After a while I became aware that the street-level dwellings on both sides of the road had been replaced by storefronts, selling a bewildering variety of foodstuffs and beverages I’d never heard of (in some cases fortunately, judging by the smell), clothing in unfamiliar cuts, and an astonishing range of curios and artworks. Cafes, bars and restaurants began to appear among them in ever-increasing numbers, too, and I began to salivate, suddenly reminded of how long it had been since I’d last had anything approaching an appetite.
As the buildings had changed around me, so had the people. Many more of them were wearing the unfamiliar garments I’d glimpsed in the shop windows, and not everyone I saw seemed quite . . . well, normal, I suppose. As well as all the usual variations in skin, hair and eye color you’d expect to find on most worlds with a reasonably-sized population, there were one or two which struck me as quite bizarre: a fellow practically naked, apart from sandals and a barely adequate loin cloth, for instance, whose skin had a distinctly greenish hue, and whose breath carried a faint odor of summertime meadows.
“Don’t gawp, Simon, it makes you look provincial,” Aunt Jenny said, although her words carried more amusement than rebuke.

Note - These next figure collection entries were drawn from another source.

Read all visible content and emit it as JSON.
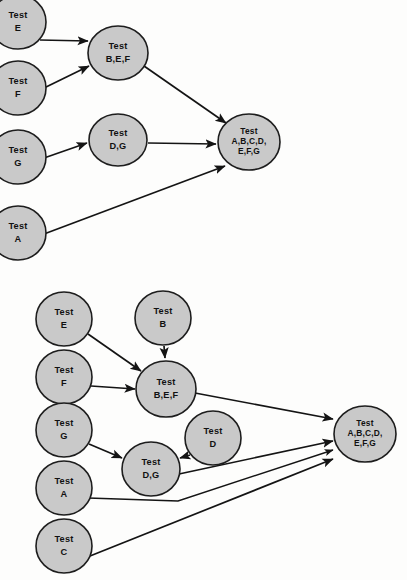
{
  "figure": {
    "type": "diagram",
    "subtype": "directed-acyclic-graph",
    "background_color": "#fdfdfc",
    "node_fill_color": "#c9c9c9",
    "node_stroke_color": "#1d1d1d",
    "edge_color": "#141414",
    "label_prefix": "Test"
  },
  "diagrams": [
    {
      "id": "top-diagram",
      "name": "top-integration-test-graph",
      "nodes": [
        {
          "id": "t_E",
          "name": "node-test-e",
          "lines": [
            "Test",
            "E"
          ],
          "cx": 18,
          "cy": 22,
          "rx": 28,
          "ry": 27,
          "clipped": true
        },
        {
          "id": "t_F",
          "name": "node-test-f",
          "lines": [
            "Test",
            "F"
          ],
          "cx": 18,
          "cy": 88,
          "rx": 28,
          "ry": 27,
          "clipped": true
        },
        {
          "id": "t_G",
          "name": "node-test-g",
          "lines": [
            "Test",
            "G"
          ],
          "cx": 18,
          "cy": 157,
          "rx": 28,
          "ry": 27,
          "clipped": true
        },
        {
          "id": "t_A",
          "name": "node-test-a",
          "lines": [
            "Test",
            "A"
          ],
          "cx": 18,
          "cy": 233,
          "rx": 28,
          "ry": 27,
          "clipped": true
        },
        {
          "id": "t_BEF",
          "name": "node-test-bef",
          "lines": [
            "Test",
            "B,E,F"
          ],
          "cx": 118,
          "cy": 53,
          "rx": 30,
          "ry": 27,
          "clipped": false
        },
        {
          "id": "t_DG",
          "name": "node-test-dg",
          "lines": [
            "Test",
            "D,G"
          ],
          "cx": 118,
          "cy": 140,
          "rx": 29,
          "ry": 26,
          "clipped": false
        },
        {
          "id": "t_ALL",
          "name": "node-test-all",
          "lines": [
            "Test",
            "A,B,C,D,",
            "E,F,G"
          ],
          "cx": 249,
          "cy": 142,
          "rx": 31,
          "ry": 28,
          "clipped": false
        }
      ],
      "edges": [
        {
          "name": "edge-e-to-bef",
          "from": "t_E",
          "to": "t_BEF",
          "x1": 40,
          "y1": 40,
          "x2": 88,
          "y2": 41
        },
        {
          "name": "edge-f-to-bef",
          "from": "t_F",
          "to": "t_BEF",
          "x1": 44,
          "y1": 88,
          "x2": 89,
          "y2": 66
        },
        {
          "name": "edge-g-to-dg",
          "from": "t_G",
          "to": "t_DG",
          "x1": 44,
          "y1": 158,
          "x2": 87,
          "y2": 143
        },
        {
          "name": "edge-bef-to-all",
          "from": "t_BEF",
          "to": "t_ALL",
          "x1": 144,
          "y1": 66,
          "x2": 226,
          "y2": 123
        },
        {
          "name": "edge-dg-to-all",
          "from": "t_DG",
          "to": "t_ALL",
          "x1": 148,
          "y1": 143,
          "x2": 216,
          "y2": 144
        },
        {
          "name": "edge-a-to-all",
          "from": "t_A",
          "to": "t_ALL",
          "x1": 44,
          "y1": 234,
          "x2": 225,
          "y2": 166
        }
      ]
    },
    {
      "id": "bottom-diagram",
      "name": "bottom-integration-test-graph",
      "nodes": [
        {
          "id": "b_E",
          "name": "node-test-e",
          "lines": [
            "Test",
            "E"
          ],
          "cx": 64,
          "cy": 319,
          "rx": 28,
          "ry": 27,
          "clipped": false
        },
        {
          "id": "b_B",
          "name": "node-test-b",
          "lines": [
            "Test",
            "B"
          ],
          "cx": 163,
          "cy": 318,
          "rx": 28,
          "ry": 27,
          "clipped": false
        },
        {
          "id": "b_F",
          "name": "node-test-f",
          "lines": [
            "Test",
            "F"
          ],
          "cx": 64,
          "cy": 377,
          "rx": 28,
          "ry": 27,
          "clipped": false
        },
        {
          "id": "b_BEF",
          "name": "node-test-bef",
          "lines": [
            "Test",
            "B,E,F"
          ],
          "cx": 166,
          "cy": 389,
          "rx": 30,
          "ry": 28,
          "clipped": false
        },
        {
          "id": "b_G",
          "name": "node-test-g",
          "lines": [
            "Test",
            "G"
          ],
          "cx": 64,
          "cy": 430,
          "rx": 28,
          "ry": 27,
          "clipped": false
        },
        {
          "id": "b_D",
          "name": "node-test-d",
          "lines": [
            "Test",
            "D"
          ],
          "cx": 213,
          "cy": 438,
          "rx": 28,
          "ry": 27,
          "clipped": false
        },
        {
          "id": "b_DG",
          "name": "node-test-dg",
          "lines": [
            "Test",
            "D,G"
          ],
          "cx": 151,
          "cy": 469,
          "rx": 29,
          "ry": 27,
          "clipped": false
        },
        {
          "id": "b_A",
          "name": "node-test-a",
          "lines": [
            "Test",
            "A"
          ],
          "cx": 64,
          "cy": 488,
          "rx": 28,
          "ry": 27,
          "clipped": false
        },
        {
          "id": "b_C",
          "name": "node-test-c",
          "lines": [
            "Test",
            "C"
          ],
          "cx": 64,
          "cy": 546,
          "rx": 28,
          "ry": 27,
          "clipped": false
        },
        {
          "id": "b_ALL",
          "name": "node-test-all",
          "lines": [
            "Test",
            "A,B,C,D,",
            "E,F,G"
          ],
          "cx": 365,
          "cy": 434,
          "rx": 31,
          "ry": 28,
          "clipped": false
        }
      ],
      "edges": [
        {
          "name": "edge-e-to-bef",
          "from": "b_E",
          "to": "b_BEF",
          "kind": "line",
          "x1": 88,
          "y1": 334,
          "x2": 141,
          "y2": 371
        },
        {
          "name": "edge-b-to-bef",
          "from": "b_B",
          "to": "b_BEF",
          "kind": "line",
          "x1": 164,
          "y1": 346,
          "x2": 165,
          "y2": 358
        },
        {
          "name": "edge-f-to-bef",
          "from": "b_F",
          "to": "b_BEF",
          "kind": "line",
          "x1": 91,
          "y1": 386,
          "x2": 135,
          "y2": 389
        },
        {
          "name": "edge-g-to-dg",
          "from": "b_G",
          "to": "b_DG",
          "kind": "line",
          "x1": 89,
          "y1": 444,
          "x2": 122,
          "y2": 458
        },
        {
          "name": "edge-d-to-dg",
          "from": "b_D",
          "to": "b_DG",
          "kind": "line",
          "x1": 190,
          "y1": 455,
          "x2": 180,
          "y2": 458
        },
        {
          "name": "edge-bef-to-all",
          "from": "b_BEF",
          "to": "b_ALL",
          "kind": "line",
          "x1": 195,
          "y1": 393,
          "x2": 333,
          "y2": 419
        },
        {
          "name": "edge-dg-to-all",
          "from": "b_DG",
          "to": "b_ALL",
          "kind": "line",
          "x1": 179,
          "y1": 474,
          "x2": 333,
          "y2": 441
        },
        {
          "name": "edge-a-to-all",
          "from": "b_A",
          "to": "b_ALL",
          "kind": "poly",
          "points": "88,498 178,501 333,450"
        },
        {
          "name": "edge-c-to-all",
          "from": "b_C",
          "to": "b_ALL",
          "kind": "line",
          "x1": 90,
          "y1": 556,
          "x2": 333,
          "y2": 459
        }
      ]
    }
  ]
}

“I am provincial,” I replied, truthfully enough. It began to dawn on me that all my previous visits to Skyhaven had been to the core section, where the passenger flights up from Avalon docked, and nothing in the decor, ambience or services would have seemed out of place in any of the cities on
the surface. Same architecture, same businesses, same music in the elevators.
“’Scuse me,” a young lady said, brushing past with an apologetic smile. She was wearing something which floated around her, rippling gently, and I felt the hairs on my arms rise briefly, caught in the fringes of the electrostatic field creating the effect. I found myself turning involuntarily to watch her pass, and my jaw dropped.
“Tails are quite a popular tweak with the transgeners,” Aunt Jenny said, looking even more amused as she caught sight of my expression. “You’ll be seeing a lot more of that sort of thing if you ship outsystem.”
“Transgeners,” I repeated, as though I’d never heard the word before. Which I had, of course, but seldom spoken so casually. Most Commonwealthers strongly disapproved of altering the human body too much, on the entirely reasonable grounds that God had got it right the first time round, although not everyone in the galaxy agreed with them. Some worlds had entire populations who’d been altered in response to specific local conditions, and whose tweaks bred true down the generations, while on others morphology fluctuated with the fad of the moment, plaid fur giving way to scales pretty much on a whim, the way dandies like Sherman adopted the latest style of cravat.
“You’ll get used to it,” Aunt Jenny assured me, ogling the green fellow’s well-sculpted gluteals as he vanished into the crowd. Then she turned back to me with a mischievous grin. “Always liked the photosynthesisers myself. Don’t leave a lot to the imagination.”
“I don’t suppose they would,” I said, trying to sound blasé and utterly failing to do so. The streets were growing narrower and more crowded here, the gridding less regular, and I hurried after my aunt, determined to keep her in sight. I kept expecting her to stop, or slow down, or at least glance behind to make sure I was keeping up, but she never did, gradually opening up the distance between us, slipping through the press of bodies with a speed and dexterity I found faintly surprising in a woman of her age and bulk.